Wright posits that humans today are subject to misperceptions and illusions galore about the nature of reality because our brains evolved in prehistoric times, when the day-to-day realities of life were quite different. Forget about the pursuit of happiness as an evolutionary goal. Natural selection aimed to do one thing only, he writes, “to get the genes of our hunter-gatherer ancestors into the next generation.” As a result, our primitive brains, developed in response to prehistoric realities of immediate danger and short life spans (will you eat dinner or be dinner?) could never have predicted the stresses and dilemmas we face in our long lifetimes today. That’s why our brains can be so trigger-ready for immediate emotion or action, and why we have trouble discerning between what we think will make us happy in the short run (nailing a prestigious job, winning the sexiest mate) and what will satisfy us in the long run (you discover you don’t really like this work, and you and your sexy mate wind up constantly squabbling).

Wright also asserts that the subfield of evolutionary psychology known as modular psychology is in sync with Buddhist teachings on the “self” and “not-self.” They both share the idea that we have no single, unchanging self, which controls everything we do, like an inner CEO. According to Buddhist teaching, that self represents an illusion of permanence that can mislead us to craving and clinging to transitory pleasures, rather than pursuing more enduring sources of fulfillment and satisfaction. In our therapeutic age, that ancient insight, Wright reports, has been translated into a new approach to overcoming addiction, using mindfulness to (according to the RAIN protocol) Recognize, Accept, Investigate the feeling of craving a substance, and then distance oneself from it by Not identifying with it.

As for the connection to modular psychology, Wright’s view about that will serve as an example of his thorny writing style: “Considerations from evolutionary biology suggest a distinct sense in which the bounds of the self can be thought of as arbitrary, which in turn suggests that sensing a kind of dissolution of the bounds of the self can be thought of as no less accurate an apprehension than our ordinary sense of the bounds of the self.” Got that? Here’s another passage, summarizing the Buddhist idea that an object or being’s “essence” is illusory: “Awareness that essence is a perceptual construct, not a reality, can be valuable, especially if paired with meditative practice that dampens the sense of essence or permits selective engagement with it.”

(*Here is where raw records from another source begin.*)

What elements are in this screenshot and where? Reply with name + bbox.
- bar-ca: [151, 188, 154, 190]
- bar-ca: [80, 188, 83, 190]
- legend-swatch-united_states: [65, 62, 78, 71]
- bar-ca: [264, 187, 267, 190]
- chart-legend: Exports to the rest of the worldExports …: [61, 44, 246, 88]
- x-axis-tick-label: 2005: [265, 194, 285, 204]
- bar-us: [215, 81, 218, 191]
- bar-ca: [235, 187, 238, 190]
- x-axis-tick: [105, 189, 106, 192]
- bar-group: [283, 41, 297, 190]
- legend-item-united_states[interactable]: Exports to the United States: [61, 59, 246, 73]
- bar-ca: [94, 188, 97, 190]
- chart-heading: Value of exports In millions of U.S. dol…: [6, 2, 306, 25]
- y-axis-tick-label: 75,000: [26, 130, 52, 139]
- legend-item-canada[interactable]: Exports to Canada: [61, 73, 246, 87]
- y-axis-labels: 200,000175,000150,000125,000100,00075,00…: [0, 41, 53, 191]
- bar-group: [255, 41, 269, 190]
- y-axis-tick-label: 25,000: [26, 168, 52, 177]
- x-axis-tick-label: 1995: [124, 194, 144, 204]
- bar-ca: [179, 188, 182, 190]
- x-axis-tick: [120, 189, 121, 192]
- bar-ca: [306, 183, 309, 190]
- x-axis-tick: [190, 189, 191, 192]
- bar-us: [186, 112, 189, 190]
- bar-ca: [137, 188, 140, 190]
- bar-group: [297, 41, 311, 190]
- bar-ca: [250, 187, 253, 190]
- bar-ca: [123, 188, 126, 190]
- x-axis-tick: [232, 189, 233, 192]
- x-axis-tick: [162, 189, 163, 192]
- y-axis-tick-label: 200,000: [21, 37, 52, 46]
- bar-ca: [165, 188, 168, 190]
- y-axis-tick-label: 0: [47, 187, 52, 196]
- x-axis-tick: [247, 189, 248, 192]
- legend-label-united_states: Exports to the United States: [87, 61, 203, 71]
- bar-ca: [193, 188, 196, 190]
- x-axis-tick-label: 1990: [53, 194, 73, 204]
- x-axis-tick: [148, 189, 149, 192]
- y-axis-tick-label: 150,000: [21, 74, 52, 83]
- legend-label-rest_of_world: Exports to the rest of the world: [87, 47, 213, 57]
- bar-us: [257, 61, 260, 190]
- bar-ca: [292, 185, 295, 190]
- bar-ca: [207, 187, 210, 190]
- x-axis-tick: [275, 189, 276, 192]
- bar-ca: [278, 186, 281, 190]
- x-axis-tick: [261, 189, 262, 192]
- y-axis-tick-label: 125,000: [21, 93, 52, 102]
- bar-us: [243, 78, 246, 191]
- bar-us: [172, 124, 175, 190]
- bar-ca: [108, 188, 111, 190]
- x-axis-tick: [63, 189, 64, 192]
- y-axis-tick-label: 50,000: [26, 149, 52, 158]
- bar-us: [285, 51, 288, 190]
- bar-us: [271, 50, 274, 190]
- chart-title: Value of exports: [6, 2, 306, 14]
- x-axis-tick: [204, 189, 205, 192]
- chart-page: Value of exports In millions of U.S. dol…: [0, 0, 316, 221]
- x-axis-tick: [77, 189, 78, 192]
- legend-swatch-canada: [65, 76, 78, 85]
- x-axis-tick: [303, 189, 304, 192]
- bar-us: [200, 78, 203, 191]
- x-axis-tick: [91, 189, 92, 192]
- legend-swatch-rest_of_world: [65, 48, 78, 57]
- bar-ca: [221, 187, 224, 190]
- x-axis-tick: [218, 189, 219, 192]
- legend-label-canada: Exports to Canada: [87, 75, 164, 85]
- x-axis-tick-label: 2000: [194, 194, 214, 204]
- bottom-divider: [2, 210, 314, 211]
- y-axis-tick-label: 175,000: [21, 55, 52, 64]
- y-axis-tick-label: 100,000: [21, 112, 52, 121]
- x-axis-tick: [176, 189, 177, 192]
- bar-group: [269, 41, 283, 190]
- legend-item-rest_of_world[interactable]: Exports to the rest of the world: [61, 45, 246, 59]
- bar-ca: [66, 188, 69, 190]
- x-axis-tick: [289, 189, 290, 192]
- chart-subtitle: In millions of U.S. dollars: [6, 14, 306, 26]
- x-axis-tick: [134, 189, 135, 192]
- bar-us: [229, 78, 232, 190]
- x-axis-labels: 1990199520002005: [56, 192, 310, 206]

Here and throughout the book, Wright’s highly cerebral, intellectualized take on meditation is the absolute opposite of touchy-feely. Still, he can get personal, wryly admitting his own difficulties learning meditation and his continued shortcomings practicing it. For instance, even though he acknowledges that one goal of meditation is to get beyond the mindset of success and failure, he goes ahead and writes about his success and failures anyway, calling it one of the many paradoxes of meditation that achieving success at it means trying not to think about succeeding.

The bottom line is that for him, meditation worked. He writes of his meditation practice, “Certainly the world as I saw it had a new tenor. I had shed so much of my usual self-absorption that I could take a new kind of delight in the people and things around me. I was more open, suddenly inclined to strike up conversations with strangers. The world seemed newly vibrant and resonant.” In addition, he continues, “I was spending less time reacting, less time having my buttons pushed, and more time observing—which as a bonus, allowed for more thoughtful responses to things.”

That pithy endorsement, more than anything else in the book, captured the essence of the benefits of meditation so clearly that, for a moment, it even made me wonder if my perception that the rest of the book was such a slog was perhaps nothing more than another illusion through which I filter the world. At the very least, it gave me something upon which I might practice my newfound meditation skills.

Diane Cole

Diane Cole is the author of the memoir After Great Pain: A New Life Emerges and writes for The Wall Street Journal and many other publications.